Naples Guide magazine set to turn 50

At 50 years, Naples Guide is not only the oldest magazine in Naples, it's the oldest continuously published magazine in Florida.

"Hundreds of magazines have come and gone and the Naples Guide goes on," Doris Reynolds, founder of the magazine, said from her Old Naples apartment last week.

Since 1953, the 5-inch by 8-inch publication has been the arts and entertainment magazine that visitors and new residents pick up on newsstands around town, from Fifth Avenue South to hotels to real estate offices. The free publication circulates more than 30,000 copies in season and 15,000 during the summer.

The public is invited to celebrate the Naples Guide's 50th anniversary from 5 to 8 p.m. Friday at the Naples Depot, 1051 Fifth Ave. S. Reynolds will be giving a talk and signing her books, "Let's Talk Food" and "When Peacocks Were Roasted and Mullet Was Fried."

"It's a wonderful resource and one of our oldest and most trusted magazines," said Samantha Todd, vice president of hospitality services for The Greater Naples Chamber of Commerce.

Alyce Mathias, the current publisher of the Naples Guide, said that although she has modified the magazine in the nine years that she has owned it, she has been careful not to change it too much.

"I've tried to keep it in the same character it's always been in," she said.

However, Mathias has made the magazine more than a visitors guide, adding features such as the "behind the scenes" look at a person or event.

In the future, she wants the magazine to publish information on sports and even devote full issues to topics such as golfing, tennis and boating.

Mathias publishes Naples Guide in addition to running her design business, Studio Graphics. She said she puts in a lot of hours.

"I'm here on the weekends," she said.

Still, Mathias wants to create more magazines -- guides for Bonita Springs, Marco Island, Fort Myers and Sarasota. She hopes Bonita Springs Guide will be in print within a year.

Mathias said she looks up to Reynolds for her accomplishments.

"I just admire her," she said. "I can't imagine a woman in 1953 starting a magazine when Naples was in its infancy."

In 1952, Reynolds, along with 18 men, applied for a position to be the next executive vice president and general manager of the Naples Chamber of Commerce. Willing to work for $65 a week, Reynolds got the job.

As a single mother, the money wasn't enough. She also noticed the chamber didn't have any brochures or printed material, so she suggested she start a publication that would include information for tourists and investors. It became the area's first guide book and an official chamber publication.

Besides writing and producing Naples Guide, Reynolds was still focused on doing what they hired her for: selling chamber memberships. There was $1,200 in the bank when she started, and $15,000 when she celebrated her one-year anniversary.

The publication has changed with the times, she said. She said she sold Naples Guide in the 1980s when it "just wasn't fun anymore" and never regretted it.

Since then, Reynolds has written for the Wall Street Journal, The New York Times and The Miami Herald, for which she wrote a weekly column for 12 years. She now writes a weekly food column for the Naples Daily News.

Reynolds still picks up Naples Guide, which she says still proves itself a magazine in demand.

"I think the current publication has done a good job, especially in the face of terrific competition," she said.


Work instructions:
Write every record below out exactly; no images.
[[ Provided information, beginning ]]
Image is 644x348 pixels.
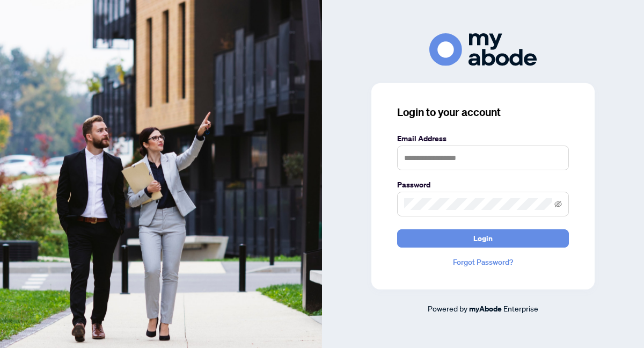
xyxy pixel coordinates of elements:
a: myAbode [469,303,502,315]
a: Forgot Password? [397,256,569,268]
button: Login [397,229,569,248]
h3: Login to your account [397,105,569,120]
span: Login [473,230,492,247]
img: ma-logo [429,33,536,66]
label: Email Address [397,133,569,145]
span: Enterprise [503,303,538,313]
span: eye-invisible [554,200,561,208]
label: Password [397,179,569,191]
span: Powered by [428,303,467,313]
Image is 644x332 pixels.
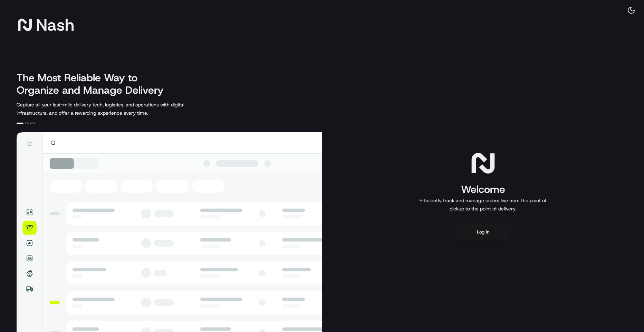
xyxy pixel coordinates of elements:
h2: The Most Reliable Way to Organize and Manage Delivery [17,72,172,96]
span: Nash [36,18,74,31]
button: Log in [455,224,510,240]
p: Efficiently track and manage orders live from the point of pickup to the point of delivery. [416,197,549,213]
p: Capture all your last-mile delivery tech, logistics, and operations with digital infrastructure, ... [17,100,215,117]
h1: Welcome [416,183,549,197]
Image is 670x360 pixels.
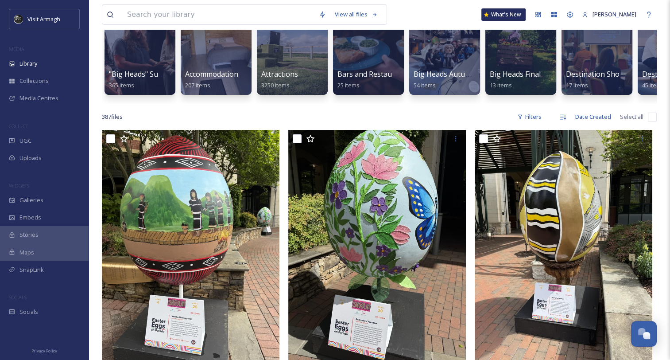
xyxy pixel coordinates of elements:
[31,348,57,354] span: Privacy Policy
[27,15,60,23] span: Visit Armagh
[490,81,512,89] span: 13 items
[338,70,410,89] a: Bars and Restaurants25 items
[19,248,34,257] span: Maps
[414,81,436,89] span: 54 items
[414,69,494,79] span: Big Heads Autumn 2025
[19,136,31,145] span: UGC
[414,70,494,89] a: Big Heads Autumn 202554 items
[19,213,41,222] span: Embeds
[9,182,29,189] span: WIDGETS
[642,81,665,89] span: 45 items
[19,59,37,68] span: Library
[19,94,58,102] span: Media Centres
[578,6,641,23] a: [PERSON_NAME]
[14,15,23,23] img: THE-FIRST-PLACE-VISIT-ARMAGH.COM-BLACK.jpg
[331,6,382,23] a: View all files
[19,77,49,85] span: Collections
[338,69,410,79] span: Bars and Restaurants
[19,230,39,239] span: Stories
[338,81,360,89] span: 25 items
[261,70,298,89] a: Attractions3250 items
[102,113,123,121] span: 387 file s
[261,69,298,79] span: Attractions
[631,321,657,346] button: Open Chat
[9,46,24,52] span: MEDIA
[620,113,644,121] span: Select all
[109,69,224,79] span: "Big Heads" Summer Content 2025
[513,108,546,125] div: Filters
[123,5,315,24] input: Search your library
[19,265,44,274] span: SnapLink
[19,308,38,316] span: Socials
[19,196,43,204] span: Galleries
[109,70,224,89] a: "Big Heads" Summer Content 2025365 items
[109,81,134,89] span: 365 items
[9,123,28,129] span: COLLECT
[571,108,616,125] div: Date Created
[490,70,565,89] a: Big Heads Final Videos13 items
[19,154,42,162] span: Uploads
[185,81,210,89] span: 207 items
[482,8,526,21] a: What's New
[185,69,238,79] span: Accommodation
[490,69,565,79] span: Big Heads Final Videos
[566,81,588,89] span: 17 items
[31,345,57,355] a: Privacy Policy
[261,81,290,89] span: 3250 items
[185,70,238,89] a: Accommodation207 items
[593,10,637,18] span: [PERSON_NAME]
[9,294,27,300] span: SOCIALS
[[ Provided information, end ]]
Output for this task:
Image is 644x348 pixels.
xyxy pixel coordinates of elements:
a: myAbode [469,303,502,315]
a: Forgot Password? [397,256,569,268]
button: Login [397,229,569,248]
h3: Login to your account [397,105,569,120]
span: Login [473,230,492,247]
img: ma-logo [429,33,536,66]
label: Email Address [397,133,569,145]
span: Enterprise [503,303,538,313]
span: eye-invisible [554,200,561,208]
label: Password [397,179,569,191]
span: Powered by [428,303,467,313]
Image is 644x332 pixels.
xyxy pixel coordinates of elements:
h2: The Most Reliable Way to Organize and Manage Delivery [17,72,172,96]
span: Nash [36,18,74,31]
button: Log in [455,224,510,240]
p: Efficiently track and manage orders live from the point of pickup to the point of delivery. [416,197,549,213]
p: Capture all your last-mile delivery tech, logistics, and operations with digital infrastructure, ... [17,100,215,117]
h1: Welcome [416,183,549,197]
Image is 670x360 pixels.
xyxy pixel coordinates of elements:
[31,348,57,354] span: Privacy Policy
[27,15,60,23] span: Visit Armagh
[490,81,512,89] span: 13 items
[338,70,410,89] a: Bars and Restaurants25 items
[19,248,34,257] span: Maps
[414,81,436,89] span: 54 items
[414,69,494,79] span: Big Heads Autumn 2025
[19,136,31,145] span: UGC
[414,70,494,89] a: Big Heads Autumn 202554 items
[19,213,41,222] span: Embeds
[9,182,29,189] span: WIDGETS
[642,81,665,89] span: 45 items
[19,59,37,68] span: Library
[19,94,58,102] span: Media Centres
[578,6,641,23] a: [PERSON_NAME]
[14,15,23,23] img: THE-FIRST-PLACE-VISIT-ARMAGH.COM-BLACK.jpg
[331,6,382,23] a: View all files
[19,77,49,85] span: Collections
[338,69,410,79] span: Bars and Restaurants
[19,230,39,239] span: Stories
[338,81,360,89] span: 25 items
[261,70,298,89] a: Attractions3250 items
[102,113,123,121] span: 387 file s
[261,69,298,79] span: Attractions
[631,321,657,346] button: Open Chat
[9,46,24,52] span: MEDIA
[620,113,644,121] span: Select all
[109,69,224,79] span: "Big Heads" Summer Content 2025
[513,108,546,125] div: Filters
[123,5,315,24] input: Search your library
[19,265,44,274] span: SnapLink
[19,308,38,316] span: Socials
[19,196,43,204] span: Galleries
[109,70,224,89] a: "Big Heads" Summer Content 2025365 items
[109,81,134,89] span: 365 items
[9,123,28,129] span: COLLECT
[571,108,616,125] div: Date Created
[490,70,565,89] a: Big Heads Final Videos13 items
[19,154,42,162] span: Uploads
[185,81,210,89] span: 207 items
[482,8,526,21] a: What's New
[185,69,238,79] span: Accommodation
[490,69,565,79] span: Big Heads Final Videos
[566,81,588,89] span: 17 items
[31,345,57,355] a: Privacy Policy
[261,81,290,89] span: 3250 items
[185,70,238,89] a: Accommodation207 items
[593,10,637,18] span: [PERSON_NAME]
[9,294,27,300] span: SOCIALS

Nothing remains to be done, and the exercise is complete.